Car poems
/ page 533 of 738 /To The Nightingale
© Anne Kingsmill Finch
Exert thy Voice, sweet Harbinger of Spring!
This Moment is thy Time to sing,
This Moment I attend to Praise,
And set my Numbers to thy Layes.
Free as thine shall be my Song;
As thy Musick, short, or long.
To Mr. F. Now Earl of W
© Anne Kingsmill Finch
No sooner, FLAVIO, was you gone,
But, your Injunction thought upon,
ARDELIA took the Pen;
Designing to perform the Task,
Her FLAVIO did so kindly ask,
Ere he returned agen.
What One Says To The Poet On The Subject Of Flowers
© Arthur Rimbaud
Thus, ever, towards the azure night
Where there quivers a topaz sea,
Will function in your evening light
The Lilies, those clysters of ecstasy!
The Tree
© Anne Kingsmill Finch
Fair tree! for thy delightful shade
'Tis just that some return be made;
Sure some return is due from me
To thy cool shadows, and to thee.
The Tradesman and the Scholar
© Anne Kingsmill Finch
Wit and the Arts, on that Foundation rais'd,
(Howe'er the Vulgar are with Shows amaz'd)
Is all that recommends, or can be justly prais'd.
The Spleen
© Anne Kingsmill Finch
What art thou, SPLEEN, which ev'ry thing dost ape?
Thou Proteus to abus'd Mankind,
Who never yet thy real Cause cou'd find,
Or fix thee to remain in one continued Shape.
The Poor Man's Lamb
© Anne Kingsmill Finch
Where art thou Nathan? where's that Spirit now,
Giv'n to brave Vice, tho' on a Prince's Brow?
In what low Cave, or on what Desert Coast,
Now Virtue wants it, is thy Presence lost?
The Philosopher, the Young Man, and his Statue
© Anne Kingsmill Finch
A Fond Athenian Mother brought
A Sculptor to indulge her Thought,
And carve her Only Son;
Who to such strange perfection wrought,
That every Eye the Statue caught
Nor ought was left undone.
The Petition for an Absolute Retreat
© Anne Kingsmill Finch
Give me, O indulgent Fate!
Give me yet before I die
A sweet, but absolute retreat,
'Mongst paths so lost and trees so high
The Search After Happiness. A Pastoral Drama
© Hannah More
"To rear the tender thought,
To teach the young idea how to shoot,
To pour the fresh instruction o'er the mind,
To breathe th' enlivening spirit, and to fix
The generous purpose in the female breast." ~Thomson.
The Rubaiyat of Omar Khayyam 1 - 250 (Whinfield Translation)
© Omar Khayyám
At dawn a cry through all the tavern shrilled,
"Arise, my brethren of the revelers' guild,
That I may fill our measure full of wine,
Or e'er the measure of our days be filled."
The King and the Shepherd
© Anne Kingsmill Finch
As cou'd be prov'd, but that our plainer Task
Do's no such Toil, or Definitions ask;
But to be so rehears'd, as first 'twas told,
When such old Stories pleas'd in Days of old.
The Hog, The Sheep, And Goat, Carrying To A FAIR
© Anne Kingsmill Finch
Who does not wish, ever to judge aright,
And, in the Course of Life's Affairs,
To have a quick, and far extended Sight,
Tho' it too often multiplies his Cares?
And who has greater Sense, but greater Sorrow shares?
The Equipage
© Anne Kingsmill Finch
Since the Road of Life's so ill;
I, to pass it, use this Skill,
My frail Carriage driving home
To its latest Stage, the Tomb.
The Critick and the Writer of Fables
© Anne Kingsmill Finch
But here, the Critick bids me check this Vein.
Fable, he crys, tho' grown th' affected Strain,
But dies, as it was born, without Regard or Pain.
Whilst of his Aim the lazy Trifler fails,
Who seeks to purchase Fame by childish Tales.
The Old Oak Tree
© Annie McCarer Darlington
Woodman, spare that tree!
Touch not a single bough:
In youth it sheltered me,
And I'd protect it now.
At Peace
© Amado Ruiz de Nervo
Very near my setting sun, I bless you, Life
because you never gave me neither unfilled hope
nor unfair work, nor undeserved sorrow/pain
On The Hurricane
© Anne Kingsmill Finch
The present Owner lifts his Eyes,
And the swift Change with sad Affrightment spies:
The Cieling gone, that late the Roof conceal'd;
The Roof untyl'd, thro' which the Heav'ns reveal'd,
Exposes now his Head, when all Defence has fail'd.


[ACTIVITY] Check each line of the entries below for the string "otherappositioncontrast" and state how many lines have it, with no other text.

==== INPUT

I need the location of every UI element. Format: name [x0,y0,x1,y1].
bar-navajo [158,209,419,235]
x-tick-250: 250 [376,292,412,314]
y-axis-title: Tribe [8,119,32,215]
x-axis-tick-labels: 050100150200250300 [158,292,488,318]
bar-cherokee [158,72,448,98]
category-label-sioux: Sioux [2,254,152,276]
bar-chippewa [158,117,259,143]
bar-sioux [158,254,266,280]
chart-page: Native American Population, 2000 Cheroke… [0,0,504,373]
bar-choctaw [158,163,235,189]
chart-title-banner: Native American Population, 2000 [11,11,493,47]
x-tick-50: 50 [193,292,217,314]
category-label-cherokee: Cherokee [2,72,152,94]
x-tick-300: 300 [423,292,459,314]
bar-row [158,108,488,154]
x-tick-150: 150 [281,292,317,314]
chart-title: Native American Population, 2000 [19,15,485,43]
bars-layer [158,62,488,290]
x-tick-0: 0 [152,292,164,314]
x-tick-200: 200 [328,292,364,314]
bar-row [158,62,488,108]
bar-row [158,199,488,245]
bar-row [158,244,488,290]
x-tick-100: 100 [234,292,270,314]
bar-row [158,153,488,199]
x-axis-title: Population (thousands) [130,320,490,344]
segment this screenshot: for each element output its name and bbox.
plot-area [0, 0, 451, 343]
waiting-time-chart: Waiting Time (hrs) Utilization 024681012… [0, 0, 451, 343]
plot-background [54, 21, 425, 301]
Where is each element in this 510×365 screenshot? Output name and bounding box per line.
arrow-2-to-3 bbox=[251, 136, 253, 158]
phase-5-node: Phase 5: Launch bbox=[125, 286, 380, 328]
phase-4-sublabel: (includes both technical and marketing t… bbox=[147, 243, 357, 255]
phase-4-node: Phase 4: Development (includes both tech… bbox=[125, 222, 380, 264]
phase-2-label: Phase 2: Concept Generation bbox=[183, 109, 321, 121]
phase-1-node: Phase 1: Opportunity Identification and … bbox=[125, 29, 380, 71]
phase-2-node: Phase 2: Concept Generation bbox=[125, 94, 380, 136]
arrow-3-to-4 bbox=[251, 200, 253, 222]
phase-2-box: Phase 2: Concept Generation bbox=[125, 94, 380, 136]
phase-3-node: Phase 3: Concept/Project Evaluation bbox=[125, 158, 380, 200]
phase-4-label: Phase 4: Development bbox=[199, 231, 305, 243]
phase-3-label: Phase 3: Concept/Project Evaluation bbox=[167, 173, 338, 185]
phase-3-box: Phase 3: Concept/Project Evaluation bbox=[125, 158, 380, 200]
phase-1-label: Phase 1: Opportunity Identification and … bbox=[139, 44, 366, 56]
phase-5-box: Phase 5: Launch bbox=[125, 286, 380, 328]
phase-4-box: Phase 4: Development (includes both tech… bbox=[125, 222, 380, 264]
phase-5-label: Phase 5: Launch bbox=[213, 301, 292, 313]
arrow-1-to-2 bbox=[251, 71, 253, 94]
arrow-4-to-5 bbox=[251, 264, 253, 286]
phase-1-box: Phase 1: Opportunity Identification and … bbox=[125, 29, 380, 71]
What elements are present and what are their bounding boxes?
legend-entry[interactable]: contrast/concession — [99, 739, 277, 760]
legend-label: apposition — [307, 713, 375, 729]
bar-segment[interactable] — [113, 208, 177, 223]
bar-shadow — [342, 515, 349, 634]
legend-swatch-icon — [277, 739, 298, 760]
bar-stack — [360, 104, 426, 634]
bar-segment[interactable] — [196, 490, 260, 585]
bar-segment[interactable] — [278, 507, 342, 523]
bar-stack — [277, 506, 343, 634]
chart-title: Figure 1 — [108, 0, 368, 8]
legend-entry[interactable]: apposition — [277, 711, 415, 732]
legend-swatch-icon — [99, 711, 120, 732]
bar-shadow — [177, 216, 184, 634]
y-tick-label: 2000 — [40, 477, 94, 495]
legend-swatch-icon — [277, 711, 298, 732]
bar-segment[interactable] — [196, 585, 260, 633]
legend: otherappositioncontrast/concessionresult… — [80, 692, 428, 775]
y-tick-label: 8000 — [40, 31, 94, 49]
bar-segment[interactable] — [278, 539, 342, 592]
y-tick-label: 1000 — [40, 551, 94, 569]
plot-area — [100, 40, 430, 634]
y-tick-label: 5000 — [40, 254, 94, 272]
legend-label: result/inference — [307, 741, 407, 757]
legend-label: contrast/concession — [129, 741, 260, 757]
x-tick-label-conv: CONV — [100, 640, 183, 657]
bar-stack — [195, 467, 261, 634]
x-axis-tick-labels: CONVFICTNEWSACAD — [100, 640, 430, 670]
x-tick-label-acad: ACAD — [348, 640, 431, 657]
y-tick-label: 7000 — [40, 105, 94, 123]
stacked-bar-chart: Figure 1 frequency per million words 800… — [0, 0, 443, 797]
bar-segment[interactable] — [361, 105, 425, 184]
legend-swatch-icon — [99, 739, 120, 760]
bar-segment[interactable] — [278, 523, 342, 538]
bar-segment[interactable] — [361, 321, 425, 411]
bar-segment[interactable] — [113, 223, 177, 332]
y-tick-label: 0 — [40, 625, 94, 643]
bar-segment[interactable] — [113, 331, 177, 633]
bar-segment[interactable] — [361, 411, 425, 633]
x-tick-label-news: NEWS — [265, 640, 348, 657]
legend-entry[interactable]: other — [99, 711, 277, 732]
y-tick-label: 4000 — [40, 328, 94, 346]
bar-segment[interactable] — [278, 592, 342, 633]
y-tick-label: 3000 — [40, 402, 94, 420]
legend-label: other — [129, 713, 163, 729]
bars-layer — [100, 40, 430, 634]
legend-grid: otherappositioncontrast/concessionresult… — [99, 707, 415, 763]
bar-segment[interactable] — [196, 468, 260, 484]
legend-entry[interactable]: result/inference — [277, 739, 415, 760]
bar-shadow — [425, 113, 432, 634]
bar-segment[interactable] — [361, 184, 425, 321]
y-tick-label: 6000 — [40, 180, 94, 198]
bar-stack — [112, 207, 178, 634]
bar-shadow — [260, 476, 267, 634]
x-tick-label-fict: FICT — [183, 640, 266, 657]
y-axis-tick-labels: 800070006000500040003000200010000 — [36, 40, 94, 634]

========

[ANSWER TO THE EXERCISE] 2